What’s really insensitive is that he didn’t ask if she was vegetarian or hated Italian food but instead told the entire country that she was too stupid to appreciate overpriced cold cuts.

But I guess actually talking with his friend is too much, considering how the native language of people without four-year degrees is unintelligible grunts and whimpers. It’s much more sensitive to let out an exasperated sigh, roll his eyes, and say “I guess we’ll have to go get tacos.”

Or, if he wanted to be as sensitive as a normal human being, he could have just asked her what she wanted to eat before taking her to a restaurant.

Of course, it’s doubtful that she exists, and if she does it’s even more doubtful that she is David Brooks’s friend.

Because I also happen to have a friend without a college degree who came to my place for dinner a few months ago. I made food that he was admittedly unfamiliar with, but he managed to eat it without having a nervous breakdown even though he didn’t spend his late teens comparing Virgil to Beyonce in a 3-page paper written at 2am the day it was due.

This story, where Brooks shows just how insufferable of an upper-class twit he is while pretending to care about a poor, is unintentionally representative of the entire column.

The column is supposed to be an examination of how income inequality perpetuates itself. It is actually the very way income inequality perpetuates itself.

First, anyone who focuses on the divide between the working class and the professional class when the biggest story in economic inequality is the divide between the ultra-rich and everyone else is just diverting attention away from the real problem.

Brooks wants the rubes to rail against college prep classes and David Foster Wallace instead of demanding that millionaires and billionaires pay the same tax rates they were paying several decades ago for a reason – because he doesn’t want this problem to actually be addressed.
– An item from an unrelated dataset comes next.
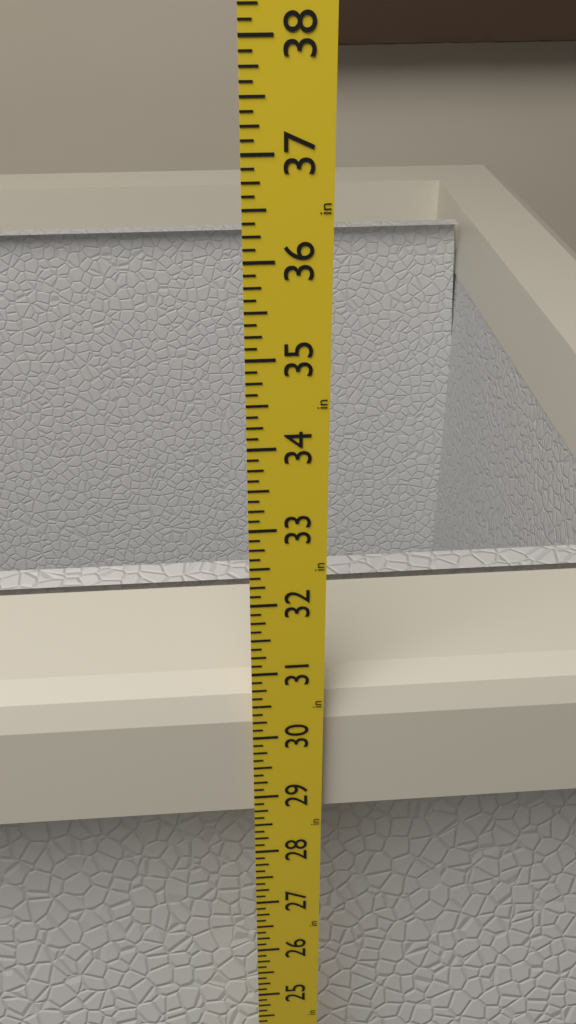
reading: 30.625 in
Second, he makes inequality seem like a really hard thing to address, something that no one – especially not the government – can change. If it’s all about cultural codes, as Brooks suggests, then can we really do anything about it?

Except fighting economic inequality is really simple: take money from the wealthiest and give it to everyone else. This is what food stamps and Obamacare did. This is what progressive income taxes do when used to fund services for the poor, the working class, and the middle class. It’s not complicated, it’s just that people like David Brooks hate the idea.

I mean, he gets a six-figure income for writing two terrible columns a week! How dare anyone try to take that money away from him to pay for a poor kid’s insulin!

Third, he associates political liberalism and urban living with being wealthy, which is a really old trick to take attention away from the fact that conservatives try to redistribute income upwards while the left tries to redistribute it downwards.

For example, he writes that wealthy people have to have the “right attitudes” about “gender norms and intersectionality”… as if working class African American women have no interest in intersectionality or unemployed queer and trans people have no interest in challenging gender norms.

In reality, wealthier Americans are more conservative than others. It’s the middle-age, white, suburbanite lawyer who rages against Medicaid and “safe spaces” in the comments of your local paper, not the young unemployed feminist with a taste for exotic products like “tea.”

Oddly enough, Brooks never says whether his friend with Acute Sandwich Anxiety Disorder is poor, even though the column is supposedly about economic inequality. That really says it all.